Wednesday, October 13, 2010

A Truffle-icious Use For Juniper Berries

Chocolate Juniper Truffles

Jennifer Hahn and Katy Beck

These are velvety, melt-in-your-mouth truffles with a gin-infused chocolate ganache (filling) and a crunchy juniper berry in the middle. Thankfully, they are as easy to make as they are to pop in your mouth. The main thing for quality control’s sake is to buy the best bittersweet chocolate you can find—such as Callebaut or Varhona with 50% cocoa solids. The best places to get such quality chocolate is from a chocolatier that sells bulk chocolate. You can make ganache the night before, so it can solidify in the fridge, and be ready to roll into bite-sized morsels the next day.
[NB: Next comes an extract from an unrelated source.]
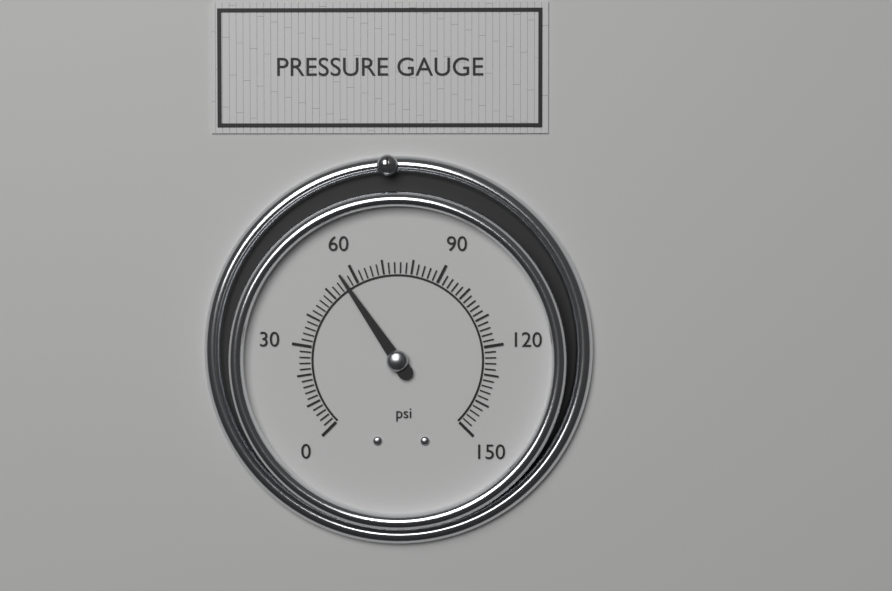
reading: 56 psi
Yield: 3 dozen walnut-sized truffles

1 / 2 cup organic heavy whipping cream
1 / 4 teaspoon vanilla
9 ounces bittersweet organic chocolate (chopped in walnut sized pieces)
1 1 / 2 ounces organic unsalted butter (room temperature)
2 tablespoons of Bombay Saphire Gin
3 dozen (1/4 cup) common juniper berries (available in bulk at many spice stores and food co-ops)
1 / 2 cup unsweetened organic cocoa powder (sifted)
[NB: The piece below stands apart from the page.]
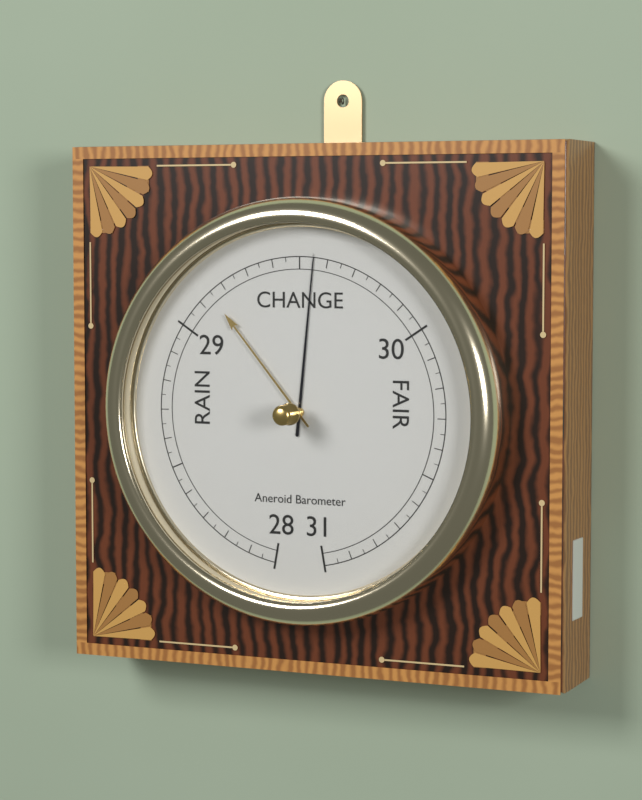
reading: 29.55 inHg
Bring cream, juniper berries and vanilla to boil. Turn off heat. Add chopped chocolate. Stir or whisk till smooth. Set aside.

Cool mixture to warm then stir in room-temperature butter. If you add the butter when the chocolate mix is too hot, the oils will separate. Add Bombay Sapphire Gin. Pour intoa glass baking dish. Cover with aluminum foil and chill in fridge until solid—about 1-2 hours.
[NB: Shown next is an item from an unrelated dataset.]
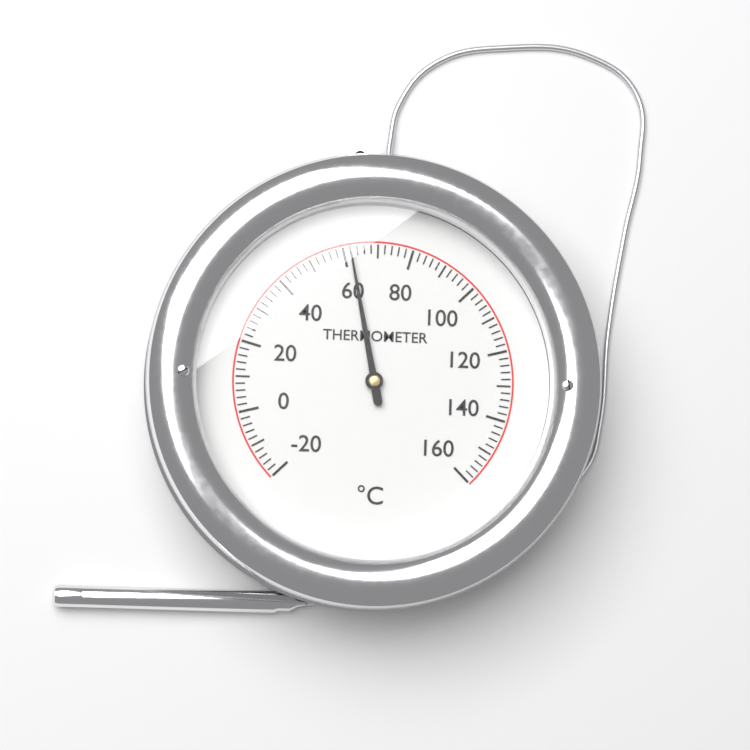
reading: 62 °C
Set out two cookie sheets lined with wax paper and a bowl with unsweetened cocoa.

Using the melon ball to form the truffles

Run a chilled melon ball scoop across the top of the solidified ganache to make a rough ball the size of a walnut. Push one juniper berry into the center of the ganache and roll it into a round ball. This can be a sticky job if you have warm hands that melt the chocolate. I wash my hands every ten minutes or coat them in cocoa to keep the ganache from sticking. If the ganache becomes too soft to handle, return it to the fridge or freezer again for a few minutes.



Cocoa handprints anyone?
Roll the truffle in unsweetened cocoa until thoroughly coated. Place on cookie sheet until all truffles are ready. Store in a sealed container in the fridge. If you stack the truffles, separate the layers with wax paper. Truffles will last for two weeks in the fridge or a month in the freezer.

Allow truffles to warm to room temperature before serving.

Additional topping suggestion: Omit the juniper berries and roll the plain ganache in toasted hazelnuts, walnuts or a mixture of cinnamon and cocoa with a pinch of cayenne for Aztec Truffles.

Boxing up the final product


1 comment:

  1. These were sooooooooooo good. And I'm not even one of those chronic chocaholic types, I'm relatively chocolate-neutral.